Nam June Paik's 'Hommage a John Cage' emerges from the nearly-hardened musique concrete in its bits and pieces of voice and tone and drone, sensibly preceding John Cage's 'Rozart Mix' of classical orchestral and baby screeching and anthems and so on and so on and so on. Sonic Youth's 'Audience' (1983) brings the squalling squalor of the popmusic audience into bas-relief as the hoots and whistles thereof are slowed and delayed into a wilderness triptych parallelling some coeval work of Vagina Dentata Organ.
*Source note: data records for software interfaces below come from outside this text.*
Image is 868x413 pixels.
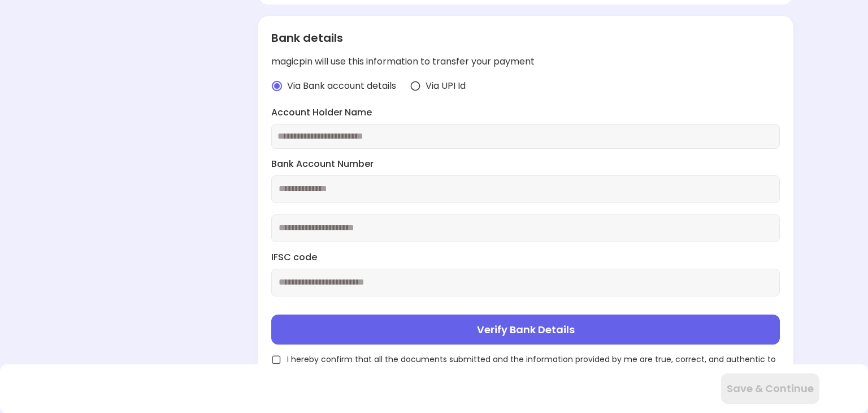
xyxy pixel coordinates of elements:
img: radio [271,80,282,92]
span: Via UPI Id [426,80,466,93]
span: Via Bank account details [288,80,396,93]
img: unchecked [271,355,281,365]
label: Account Holder Name [271,106,780,120]
label: Bank Account Number [271,158,780,171]
div: Bank details [271,30,780,46]
label: IFSC code [271,251,780,265]
button: Verify Bank Details [271,315,780,345]
span: I hereby confirm that all the documents submitted and the information provided by me are true, co... [288,354,780,376]
div: magicpin will use this information to transfer your payment [271,55,780,69]
button: Save & Continue [722,374,820,404]
img: radio [410,80,421,92]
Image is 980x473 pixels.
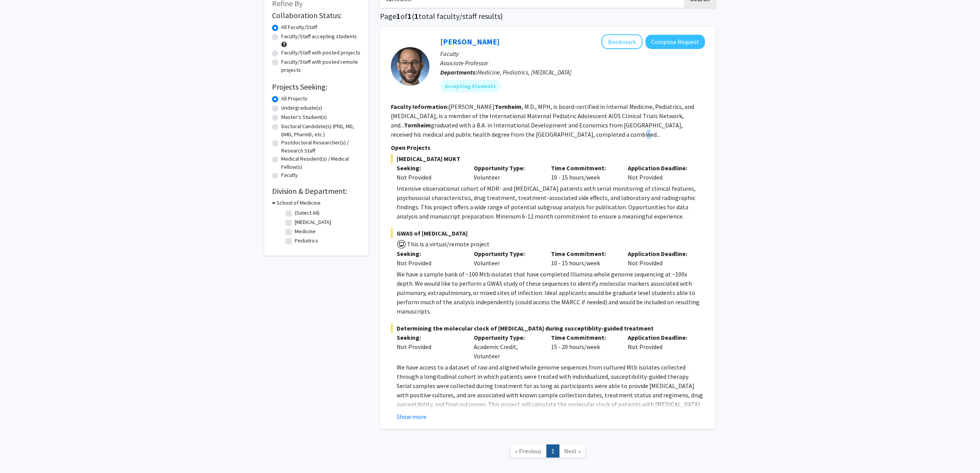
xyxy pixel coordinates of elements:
label: Faculty/Staff accepting students [282,32,357,41]
label: Postdoctoral Researcher(s) / Research Staff [282,139,360,155]
h2: Projects Seeking: [272,82,360,91]
label: All Faculty/Staff [282,23,317,31]
p: Seeking: [396,333,462,342]
p: Opportunity Type: [474,249,539,258]
span: 1 [407,11,412,21]
p: Opportunity Type: [474,163,539,172]
span: Next » [564,447,581,455]
div: 15 - 20 hours/week [545,333,622,360]
h1: Page of ( total faculty/staff results) [380,11,715,21]
p: Time Commitment: [551,249,617,258]
a: 1 [546,444,559,458]
div: Not Provided [622,333,699,360]
span: « Previous [515,447,542,455]
p: Time Commitment: [551,333,617,342]
div: Not Provided [396,342,462,351]
p: Intensive observational cohort of MDR- and [MEDICAL_DATA] patients with serial monitoring of clin... [396,184,705,220]
label: Doctoral Candidate(s) (PhD, MD, DMD, PharmD, etc.) [282,122,360,139]
h3: School of Medicine [276,199,321,207]
b: Tornheim [404,121,431,129]
p: We have a sample bank of ~100 Mtb isolates that have completed Illumina whole genome sequencing a... [396,269,705,315]
div: Not Provided [622,163,699,181]
p: Application Deadline: [627,163,693,172]
label: Faculty/Staff with posted remote projects [282,58,360,74]
span: 1 [414,11,418,21]
p: Application Deadline: [627,249,693,258]
div: Volunteer [468,163,545,181]
mat-chip: Accepting Students [440,80,500,92]
nav: Page navigation [380,436,715,468]
div: Not Provided [396,172,462,181]
a: [PERSON_NAME] [440,37,500,46]
div: Volunteer [468,249,545,267]
label: All Projects [282,95,308,103]
label: Master's Student(s) [282,113,327,121]
p: Application Deadline: [627,333,693,342]
label: (Select All) [295,209,319,217]
iframe: Chat [6,438,33,467]
b: Faculty Information: [391,103,448,110]
label: Pediatrics [295,236,318,245]
fg-read-more: [PERSON_NAME] , M.D., MPH, is board-certified in Internal Medicine, Pediatrics, and [MEDICAL_DATA... [391,103,694,138]
span: 1 [396,11,400,21]
p: Associate Professor [440,58,705,67]
h2: Division & Department: [272,187,360,196]
a: Previous Page [510,444,546,458]
label: [MEDICAL_DATA] [295,218,331,226]
p: Seeking: [396,249,462,258]
div: 10 - 15 hours/week [545,163,622,181]
p: Seeking: [396,163,462,172]
b: Departments: [440,68,477,76]
span: GWAS of [MEDICAL_DATA] [391,228,705,238]
h2: Collaboration Status: [272,11,360,20]
span: [MEDICAL_DATA] MUKT [391,154,705,163]
label: Faculty/Staff with posted projects [282,49,360,57]
b: Tornheim [494,103,522,110]
span: Determining the molecular clock of [MEDICAL_DATA] during susceptiblity-guided treatment [391,323,705,333]
button: Show more [396,412,426,421]
p: Faculty [440,49,705,58]
p: Open Projects [391,143,705,152]
p: Opportunity Type: [474,333,539,342]
span: This is a virtual/remote project [406,240,490,248]
label: Faculty [282,171,298,179]
p: Time Commitment: [551,163,617,172]
div: Not Provided [622,249,699,267]
label: Medicine [295,227,315,236]
button: Add Jeffrey Tornheim to Bookmarks [601,34,642,49]
p: We have access to a dataset of raw and aligned whole genome sequences from cultured Mtb isolates ... [396,362,705,445]
a: Next Page [559,444,585,458]
div: Not Provided [396,258,462,267]
div: Academic Credit, Volunteer [468,333,545,360]
label: Medical Resident(s) / Medical Fellow(s) [282,155,360,171]
div: 10 - 15 hours/week [545,249,622,267]
label: Undergraduate(s) [282,104,322,112]
span: Medicine, Pediatrics, [MEDICAL_DATA] [477,68,571,76]
button: Compose Request to Jeffrey Tornheim [645,34,705,49]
The very dead modern-day composer Edgard Varèse reappears with his 'Poeme Electronique', and Iannis Xenakis follows with the crystalline metallic crackling of 'Concret PH'. Paul D. Miller's 'FTP > Bundle / Conduit 23' reveals itself like a severed penis - many tendons and tissues and tubes of sound, collective tissues carrying information at varying rates and some of the information is a series of bells; blood flowing in an underlying ambiance that bolsters the piano and the seconds ticking so vitally away. Pauline Oliveros' 'A Little Noise in the System (Moog System)' spits in a lock groove and then smears the evanescent crackling over the course of a half-hour, travelling from a mild crumbling to a speaker-eating, rapidly fluctuating shitstorm of drones. Ryoji Ikeda's 'One Minute' is just that - test tones in the higher pitches, with occasional grumbles that segue nicely into the opening of the cd player tray.

These pieces are a bit like General Custer's horse escaping the battle of Little Bighorn - difficult to decipher and understand but nonetheless a testament to a time of great change whose effects are still felt to this day.